Many agricultural crops are processed into consumer products, often resulting in the generation of processing wastes. The types of wastes produced are numerous and varied. Among those most frequently mentioned as potential bioenergy and bioproduct feedstocks are cotton gin trash, waste fats and greases, whey, and food industry wastes (e.g., cull fruits and vegetables, fruit and vegetable seed pits, citrus peels and pulp, nut shells, fruit and vegetable pumice, and seafood shells among other items).
Cotton gin trash includes materials such as leaves, burs, stems, and sticks that are contained in the harvested cotton and separated at the cotton gin as well as cotton seed hulls. Studies generally estimate that less than one million dry tons of cotton gin trash is available.

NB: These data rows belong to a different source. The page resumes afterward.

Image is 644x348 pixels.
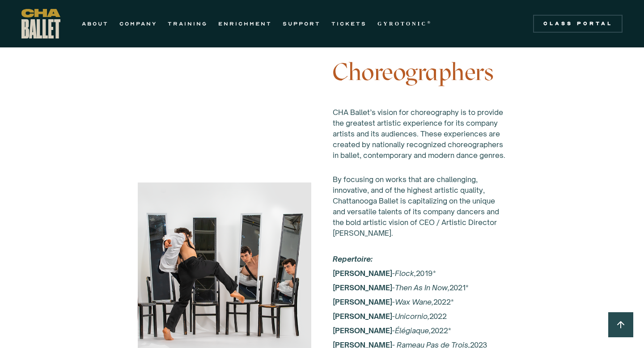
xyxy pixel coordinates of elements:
p: By focusing on works that are challenging, innovative, and of the highest artistic quality, Chatt... [332,174,506,238]
em: Then As In Now, [395,283,449,292]
a: TICKETS [331,18,366,29]
a: GYROTONIC® [377,18,432,29]
a: TRAINING [168,18,207,29]
a: ABOUT [82,18,108,29]
a: SUPPORT [283,18,320,29]
a: home [21,9,60,39]
div: Class Portal [538,20,617,27]
em: Élégiaque, [395,326,431,335]
em: Wax Wane, [395,298,433,307]
a: COMPANY [120,18,157,29]
strong: [PERSON_NAME] [332,326,392,335]
h4: Choreographers [332,59,506,86]
strong: [PERSON_NAME] [332,254,392,278]
em: Unicornio, [395,312,429,321]
strong: [PERSON_NAME] [332,312,392,321]
sup: ® [427,20,432,25]
strong: [PERSON_NAME] [332,298,392,307]
a: ENRICHMENT [218,18,272,29]
p: CHA Ballet’s vision for choreography is to provide the greatest artistic experience for its compa... [332,107,506,161]
strong: [PERSON_NAME] [332,283,392,292]
a: Class Portal [533,15,623,33]
em: Repertoire: [332,254,372,264]
strong: GYROTONIC [377,21,427,27]
em: Flock, [395,269,416,278]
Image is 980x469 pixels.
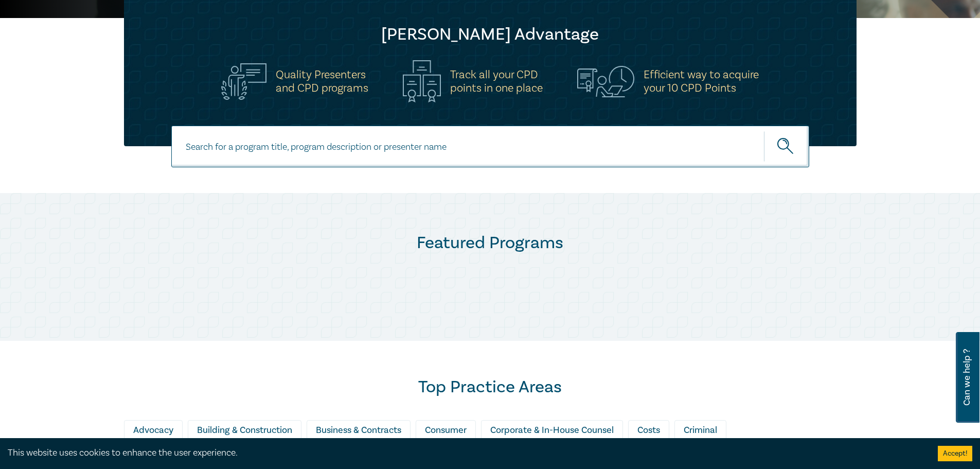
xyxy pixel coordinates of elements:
[172,126,809,167] input: Search for a program title, program description or presenter name
[938,445,973,461] button: Accept cookies
[416,420,476,440] div: Consumer
[577,66,635,96] img: Efficient way to acquire<br>your 10 CPD Points
[306,420,411,440] div: Business & Contracts
[644,68,759,95] h5: Efficient way to acquire your 10 CPD Points
[124,233,856,253] h2: Featured Programs
[124,377,856,397] h2: Top Practice Areas
[124,420,183,440] div: Advocacy
[221,63,267,100] img: Quality Presenters<br>and CPD programs
[403,60,441,102] img: Track all your CPD<br>points in one place
[481,420,623,440] div: Corporate & In-House Counsel
[450,68,543,95] h5: Track all your CPD points in one place
[7,446,923,459] div: This website uses cookies to enhance the user experience.
[962,338,972,416] span: Can we help ?
[628,420,669,440] div: Costs
[276,68,368,95] h5: Quality Presenters and CPD programs
[144,24,836,45] h2: [PERSON_NAME] Advantage
[188,420,301,440] div: Building & Construction
[674,420,727,440] div: Criminal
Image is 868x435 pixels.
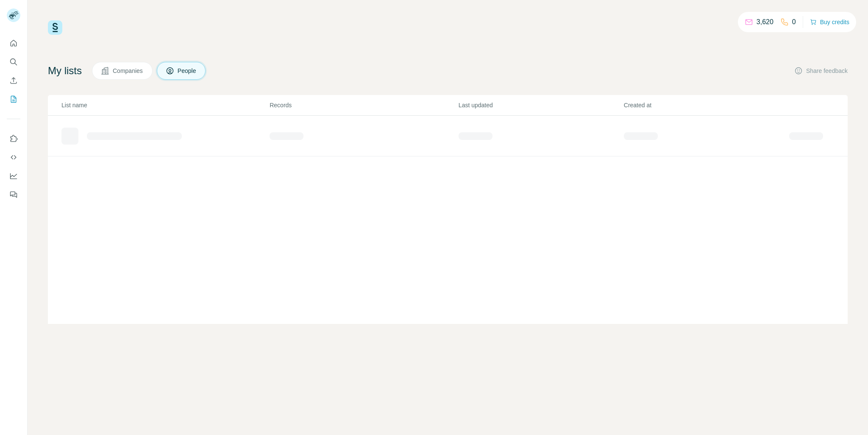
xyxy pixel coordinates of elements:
[113,66,144,75] span: Companies
[6,91,20,107] button: My lists
[795,66,848,75] button: Share feedback
[6,35,20,51] button: Quick start
[792,17,796,27] p: 0
[6,187,20,202] button: Feedback
[810,16,849,28] button: Buy credits
[6,131,20,146] button: Use Surfe on LinkedIn
[178,66,197,75] span: People
[48,64,82,78] h4: My lists
[6,169,20,184] button: Dashboard
[458,101,623,109] p: Last updated
[48,20,63,35] img: Surfe Logo
[6,54,20,70] button: Search
[6,73,20,88] button: Enrich CSV
[756,17,774,27] p: 3,620
[6,150,20,165] button: Use Surfe API
[61,101,268,109] p: List name
[270,101,458,109] p: Records
[624,101,788,109] p: Created at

Waste fats and greases include the fat portion of livestock carcasses that are not processed into human food products as well as recycled restaurant cooking oils (i.e., yellow grease and trap grease). About 4.2 million metric tons (4.6 million tons) of fats and greases are processed by the rendering industry annually, with an estimated additional 381 billion pounds of trap grease produced and collected by the septic industry annually.
Whey is the liquid that remains after the milk is curdled to produce cheese. An estimated 935,000 metric tons (1.03 million tons) of whey and lactose are produced annually in the U.S.
Little data is available regarding quantities of food industry wastes and the few studies that have assessed these materials are generally limited to evaluating only one or a few types of materials and usually for a single city or state.